Sunday, June 20, 2010

Knowledge Bases

Some time ago I started writing a whitepaper on the concept of knowledge management. It was never finished, for a number of reasons, and eventually the motivation for it disappeared. One of the problems I had with it was that whenever I sat down to write about one aspect the topic started to diverge and I ended up talking about something else. Not so good for a tight coherent whitepaper.

But exactly the sort of thing that appears in blogs. So why not explore some of the thoughts here?

The original incentive was a small application that my brother-in-law put together. The purpose, as far as I could tell, was to extract semantics from a digital artefact and hence more closely correlate items from multiple sources. One of the major intended uses was in targeted search. Of course, I may be a bit wrong on that since the descriptions I got were rarely so clear or concisely expressed.

At the same time our team at work were talking about how to induct new people into the fairly esoteric set of tools that we use. In particular how to make sure that key knowledge from our experts did not get lost as they moved on to other things. The company knowledge base is a useless tool which just collects scattered documents of all sorts and vaguely sorts them into general categories. Besides the team knowledge we had gathered was not generally applicable outside.

So how do you draw something meaningful from several hundred artefacts, of many different types. There were documents specific to a very narrow area and overview diagrams which purported to show the high level. Spreadsheets summarising the last twelve months and 100 slide packs which detailed yesterday’s status updates. All of which was essentially useless because it was not possible to find anything specific without talking to the person who put it there – if they remembered themselves.

So the ideas of what constituted a useful knowledge base were on my mind and I made several starts on covering off the key points that it should cover. The first of which is the critical role that searchability plays!

One other aspect is the actual definition of a knowledge base and why one would be useful. Obviously the purpose would drive the which aspects were most important and hence the design of any specific instance.

The best known and most readily available knowledge base is, of course, the internet itself. Almost anything you need to know is out there somewhere and there are a number of very clever people who have dedicated themselves to helping you find it. However the approach taken is to identify the pages (or pages) which most closely match the request.

What do you do when ALL the documents are at least tangentially related to the search topic, or when the information desired is scattered over a number of different artefacts. This is where a well designed knowledge base could be used.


**Goal of the exercise:**
When you come to the line with "The width and height of the screenshot is (1534, 734).", begin repeating; continue exactly through the final line of the records and include nothing from before.

**Data supplied:**
·····

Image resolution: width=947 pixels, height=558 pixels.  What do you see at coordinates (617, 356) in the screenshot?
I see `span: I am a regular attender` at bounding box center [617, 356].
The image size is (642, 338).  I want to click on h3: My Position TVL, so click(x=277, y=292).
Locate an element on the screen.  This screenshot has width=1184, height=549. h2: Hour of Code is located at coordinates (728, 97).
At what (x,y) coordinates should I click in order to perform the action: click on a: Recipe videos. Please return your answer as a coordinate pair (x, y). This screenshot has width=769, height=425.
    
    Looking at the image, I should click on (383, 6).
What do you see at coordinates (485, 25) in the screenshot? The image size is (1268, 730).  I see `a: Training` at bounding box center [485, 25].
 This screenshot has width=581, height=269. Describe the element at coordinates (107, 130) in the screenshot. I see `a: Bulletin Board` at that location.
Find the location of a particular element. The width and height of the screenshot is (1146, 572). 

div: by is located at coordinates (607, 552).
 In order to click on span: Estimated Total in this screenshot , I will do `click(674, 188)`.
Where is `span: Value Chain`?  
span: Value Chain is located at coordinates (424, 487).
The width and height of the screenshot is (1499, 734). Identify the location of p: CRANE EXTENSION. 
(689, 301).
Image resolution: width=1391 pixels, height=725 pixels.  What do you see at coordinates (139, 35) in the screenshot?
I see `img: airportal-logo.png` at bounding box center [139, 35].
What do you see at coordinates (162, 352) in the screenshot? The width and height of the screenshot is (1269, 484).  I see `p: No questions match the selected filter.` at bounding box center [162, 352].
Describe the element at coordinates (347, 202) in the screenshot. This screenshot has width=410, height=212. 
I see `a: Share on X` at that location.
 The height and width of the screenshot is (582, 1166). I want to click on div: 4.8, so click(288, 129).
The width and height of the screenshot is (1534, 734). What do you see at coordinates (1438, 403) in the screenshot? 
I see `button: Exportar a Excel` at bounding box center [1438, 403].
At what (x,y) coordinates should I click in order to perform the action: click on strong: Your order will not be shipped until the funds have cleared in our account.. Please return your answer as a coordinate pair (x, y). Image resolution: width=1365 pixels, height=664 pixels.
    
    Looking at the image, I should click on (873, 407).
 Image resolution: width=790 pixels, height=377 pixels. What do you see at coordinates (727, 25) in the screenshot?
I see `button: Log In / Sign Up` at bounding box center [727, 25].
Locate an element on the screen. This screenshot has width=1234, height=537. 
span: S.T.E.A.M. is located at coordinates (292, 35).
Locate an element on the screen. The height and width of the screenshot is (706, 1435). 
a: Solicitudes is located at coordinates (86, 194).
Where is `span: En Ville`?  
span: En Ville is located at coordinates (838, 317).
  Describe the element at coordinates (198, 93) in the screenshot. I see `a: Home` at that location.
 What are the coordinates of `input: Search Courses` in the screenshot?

·····

**Answer space:**
The width and height of the screenshot is (1534, 734). What do you see at coordinates (1438, 403) in the screenshot? 
I see `button: Exportar a Excel` at bounding box center [1438, 403].
At what (x,y) coordinates should I click in order to perform the action: click on strong: Your order will not be shipped until the funds have cleared in our account.. Please return your answer as a coordinate pair (x, y). Image resolution: width=1365 pixels, height=664 pixels.
    
    Looking at the image, I should click on (873, 407).
 Image resolution: width=790 pixels, height=377 pixels. What do you see at coordinates (727, 25) in the screenshot?
I see `button: Log In / Sign Up` at bounding box center [727, 25].
Locate an element on the screen. This screenshot has width=1234, height=537. 
span: S.T.E.A.M. is located at coordinates (292, 35).
Locate an element on the screen. The height and width of the screenshot is (706, 1435). 
a: Solicitudes is located at coordinates (86, 194).
Where is `span: En Ville`?  
span: En Ville is located at coordinates (838, 317).
  Describe the element at coordinates (198, 93) in the screenshot. I see `a: Home` at that location.
 What are the coordinates of `input: Search Courses` in the screenshot?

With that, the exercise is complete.